Her Name in the Sky

Her Name in the Sky Read Online Free PDF Page A

Book: Her Name in the Sky Read Online Free PDF
Author: Kelly Quindlen
Tags: Fiction, Coming of Age, Young Adult, Friendship, Lgbt
them—and sit around the table for another hour, long after Hannah and Joanie’s parents have gone up to bed, just talking and making fun of each other, and asking Luke to do impressions of their teachers, and asking Baker to tell the story about the time she walked into Mrs. Shackleford’s office to find her talking aloud to the curtains, and indulging Clay with his questions about how the St. Mary’s crowd reacted to the game tonight (“A couple of old women started speaking in tongues every time you got the ball,” Luke says; “It’s true,” Joanie says, “I sold them a nacho with your face imprinted on it”). Wally pushes discarded sprinkles around his plate while he listens to the conversation, and Joanie leans her head against Luke’s shoulder and starts to doze off, and Hannah stands the plastic Baby Jesus on the table and dances him over to Baker’s plate until Baker, her eyes swinging sideways to meet Hannah’s, tugs him out of Hannah’s hand.
    “We should probably go,” Luke says, his voice uncharacteristically hushed as he watches Joanie doze against his side.
    “Yeah,” Wally says, rising gently from the table. “Here, everyone give me your plates.”
    The boys leave just after midnight. Hannah stands at the sink and rinses the plates and forks, watching Baker hug the boys goodnight. Clay’s hand lingers at the small of Baker’s back and Hannah concentrates on scraping a stubborn piece of icing off one of the plates.
    Then the boys have gone, and Joanie has lumbered upstairs in a half-sleep, and now the only thing in the room seems to be the water pouring forth from the sink. Baker turns where she stands and casts Hannah a gentle, sleepy smile before she wordlessly walks to the sink, takes the other sponge, and starts to wipe down the table.
    “You don’t have to,” Hannah says, more out of polite habit than anything else, but Baker just sends her a look— Don’t be ridiculous —and continues to clean.
    They walk up the wooden stairs in silence, their feet tracing the familiar path to Hannah’s room, and Hannah feels content just to be together, just to have another Friday night sleepover in which Baker will borrow one of Hannah’s t-shirts to sleep in, and Hannah will turn the ceiling fan on high because Baker likes it that way, and they’ll fall asleep with some sitcom episode playing through Hulu on Hannah’s laptop.
    “Do you want your birthday present?” Hannah asks when Baker pulls the sheets back on the bed.
    Baker stills. “I thought this impromptu party was my present?”
    Hannah smiles. She walks to her desk and retrieves the carefully wrapped gift from her second desk drawer, and in some part of her mind she thinks about how she’s opened this drawer to check on this present every day for the last two weeks.

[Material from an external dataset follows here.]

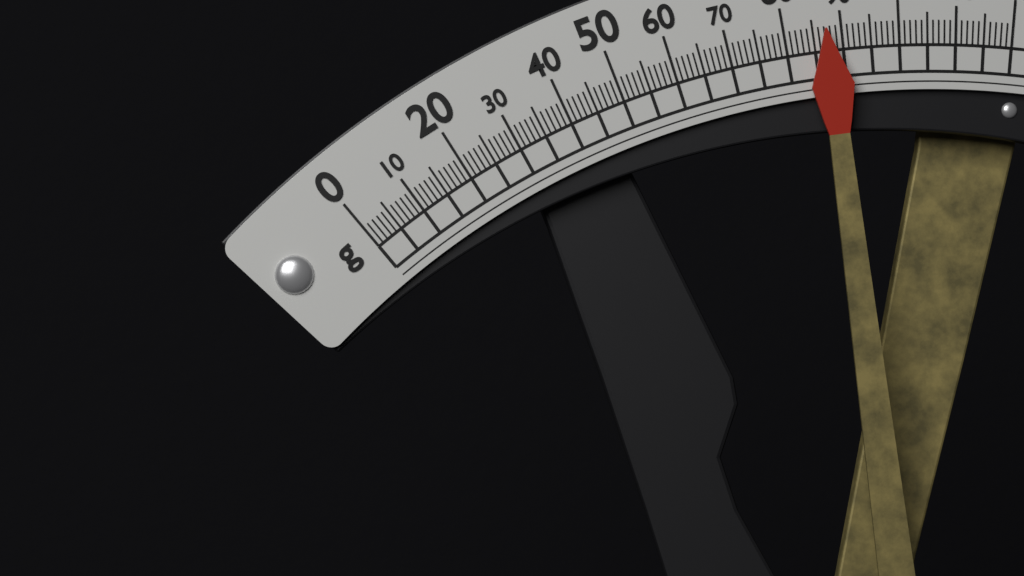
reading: 87 g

    Baker removes the daffodil-yellow wrapping paper very gingerly, her slender piano player’s fingers working under the tape with an easy grace. When she finds the book, her face alights with an expression Hannah cannot name.
    “Han,” she says as she trails her fingers across the cover.
    “I know you lost your copy,” Hannah says, stepping nearer to her. “And I thought you might want a hardcover edition.”
    “I love it,” Baker breathes. She opens the book and flips to a random page, sliding her fingertips down the hard paper, the black ink words— Scout. Atticus. Boo. —breathing off the page with the mysterious power of gospel. And in the dim light of the room, with the fan guiding currents of air across the leaves of the book and the phantom taste of King Cake on her tongue, Hannah is wrapped in magic.  
    “Think it’ll make it onto the sacred shelf?” Hannah asks.
    “Front and center,” Baker says, drawing her fingertips across the cover. She shifts her footing to face Hannah. “Thank you.”
    They crawl into bed and prop up Hannah’s laptop between them. They choose an episode of Parks and Recreation and play it with the volume on low.